If you’re looking for a summer read that helps you step back from day-to-day edu-debates, pick up Robert Putnam’s latest book. Our Kids: The American Dream in Crisis gives a sprawling portrait of the growing opportunity gaps between rich and poor students in America. Through a series of first-hand, intimate interviews with children and families across the country, Putnam goes beyond repeating the disparities in K–12 and postsecondary academic outcomes that education reformers can recite in their sleep; he zooms out to illustrate all of the nonacademic disparities and differences that shape young people’s divergent paths toward adulthood and, for some, reinforce stubborn cycles of intergenerational poverty.
In the book’s final chapter, Putnam offers a range of relatively traditional policy solutions that could combat these growing gaps. These consist of mostly macro recommendations for how we might think about alleviating the wide-ranging effects that poverty inflicts on children. In many ways, the conclusion reads less as a call to particular action, however, than as a call for a cultural shift toward greater empathy—or as he puts it, “a commitment to invest in other people’s children.”
Some readers are now contemplating how to go about tackling these very real challenges. Last week, after interviewing Putnam, Mike Petrilli of the Fordham Institute considered concrete school-based solutions to the complex gaps that Our Kids outlines. He explored three courses of action—school integration, school choice, and new school models with higher levels of service and support—which, he is quick to point out, admittedly cater to different poles of the political spectrum.
In a paper coming out later this week, Michael Horn and I also weigh in on how we think schools can address some of these chronic challenges. In The Educator’s Dilemma: When and how schools should embrace poverty relief, we argue that the challenge of addressing the achievement gap is as much structural as it is political. If schools are to mitigate the predictive power of poverty on student outcomes, they must restructure themselves to be more than just purveyors of academics. To borrow a business term, they must “integrate backward” beyond just core academic delivery to design and distribute a range of nonacademic supports. Importantly, we do not posit that offering simply more services to low-income students or families can predictably drive outcomes. Rather, we explain that schools need to design and deliver services in an interdependent manner that is tightly in sync with their academic side of the house, such that they are able to constantly innovate around and tweak the types and dosages of supports that they provide.
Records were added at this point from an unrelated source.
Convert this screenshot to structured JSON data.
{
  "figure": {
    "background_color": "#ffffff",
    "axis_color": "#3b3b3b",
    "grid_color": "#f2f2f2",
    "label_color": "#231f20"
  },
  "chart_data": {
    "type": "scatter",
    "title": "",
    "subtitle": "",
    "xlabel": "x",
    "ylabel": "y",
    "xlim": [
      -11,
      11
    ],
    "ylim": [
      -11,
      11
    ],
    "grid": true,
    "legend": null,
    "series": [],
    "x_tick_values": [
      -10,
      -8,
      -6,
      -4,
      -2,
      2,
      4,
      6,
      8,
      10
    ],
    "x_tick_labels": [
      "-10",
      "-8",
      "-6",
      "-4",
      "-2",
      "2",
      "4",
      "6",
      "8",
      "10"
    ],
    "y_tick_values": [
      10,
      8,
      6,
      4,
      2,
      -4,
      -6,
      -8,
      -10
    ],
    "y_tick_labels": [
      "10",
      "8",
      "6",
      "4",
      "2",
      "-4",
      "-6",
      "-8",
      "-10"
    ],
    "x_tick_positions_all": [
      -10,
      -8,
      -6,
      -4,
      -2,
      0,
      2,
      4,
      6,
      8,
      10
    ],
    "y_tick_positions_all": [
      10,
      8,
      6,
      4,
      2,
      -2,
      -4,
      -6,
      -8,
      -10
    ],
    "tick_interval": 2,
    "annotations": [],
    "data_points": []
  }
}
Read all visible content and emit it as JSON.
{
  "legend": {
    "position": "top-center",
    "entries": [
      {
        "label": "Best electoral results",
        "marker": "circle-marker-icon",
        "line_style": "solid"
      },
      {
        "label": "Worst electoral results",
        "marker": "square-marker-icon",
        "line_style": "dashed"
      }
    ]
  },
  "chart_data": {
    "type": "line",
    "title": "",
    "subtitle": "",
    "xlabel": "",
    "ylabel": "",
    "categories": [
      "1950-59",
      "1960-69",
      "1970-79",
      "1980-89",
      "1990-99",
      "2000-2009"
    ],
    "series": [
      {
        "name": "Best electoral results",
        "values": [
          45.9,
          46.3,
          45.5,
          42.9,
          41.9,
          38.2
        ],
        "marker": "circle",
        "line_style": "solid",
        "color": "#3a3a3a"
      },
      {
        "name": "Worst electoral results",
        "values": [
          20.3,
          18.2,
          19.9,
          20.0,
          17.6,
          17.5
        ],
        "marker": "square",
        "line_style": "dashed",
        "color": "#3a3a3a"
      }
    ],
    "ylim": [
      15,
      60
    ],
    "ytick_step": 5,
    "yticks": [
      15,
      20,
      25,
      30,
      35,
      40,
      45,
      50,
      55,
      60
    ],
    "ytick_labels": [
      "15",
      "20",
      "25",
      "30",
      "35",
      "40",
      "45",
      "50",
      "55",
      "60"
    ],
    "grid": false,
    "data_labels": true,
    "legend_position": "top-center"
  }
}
We base these conclusions on decades of research by Clay Christensen and his colleagues on how organizations must structure themselves in order to yield breakthrough performance. When a given product is falling short on performance, companies will integrate backward in order to have far greater control over the design and delivery of their products. For centuries, companies have been driven to integrate activities that were their original core business in order to reach new heights of performance and distribution.
Gustavus Franklin Swift’s approach to marketing and selling beef, for example, reflected his willingness to integrate beyond the late 19th-century’s model of raising, butchering, and selling beef on an exclusively local basis. At that time, because there was no technology for transporting meat long distances, the beef industry lacked significant economies of scale. Swift saw an opportunity to integrate backward and forward: he centralized butchering in Kansas City, which meant he could process beef at a very low cost. Then Swift designed the world’s first ice-cooled railcars. He even made and sold ice cabinets to retail shops throughout the Midwest and Northeast so that once the beef arrived, it would stay fresh. One key to Swift’s ability to market beef in far flung regions was the ability to assure customers that the beef was still safe to consume, given that it had traveled all the way from the stockyards of Chicago to the market. Because a clear understanding of refrigeration and meatpacking processes did not exist at the time, Swift had to control the entire process to ensure that the temperature and storage practices remained sound. In other words, Swift had to expand beyond his so-called core competencies and introduce new, interdependent lines of business in order to revolutionize the beef industry.
Schools aiming to drive performance can learn from this strategy of erecting interdependent organizational structures in order to serve their demanding customers. Many schools, particularly those serving low-income and minority students, may find themselves in a similar “not good enough” position. In an effort to serve students who, on average, perform behind their higher income peers, these schools are serving some of the most “demanding” students in the education system—students whom schools that merely provide academic services and only a few add-on services may not be set up to serve. Schools may need to integrate far beyond their core competency—delivering academics—to produce dramatically better results.
There are already some encouraging experiments in doing just that. We highlight four such efforts—KIPP, community schools, Harlem Children’s Zone, and the SEED schools. These are all well-known and promising approaches in the education reform space. We analyze these approaches, however, through the fresh lens of our theory to understand whether and how they are structured in a manner to maximize their ability to deliver nonacademic supports that in turn drive academic performance.
Putnam’s in-depth look at the fraying edges of equality of opportunity presents urgent and complex challenges facing the country. We hope that this paper can be a contribution to those seeking solutions to profound gaps that persist today among America’s kids.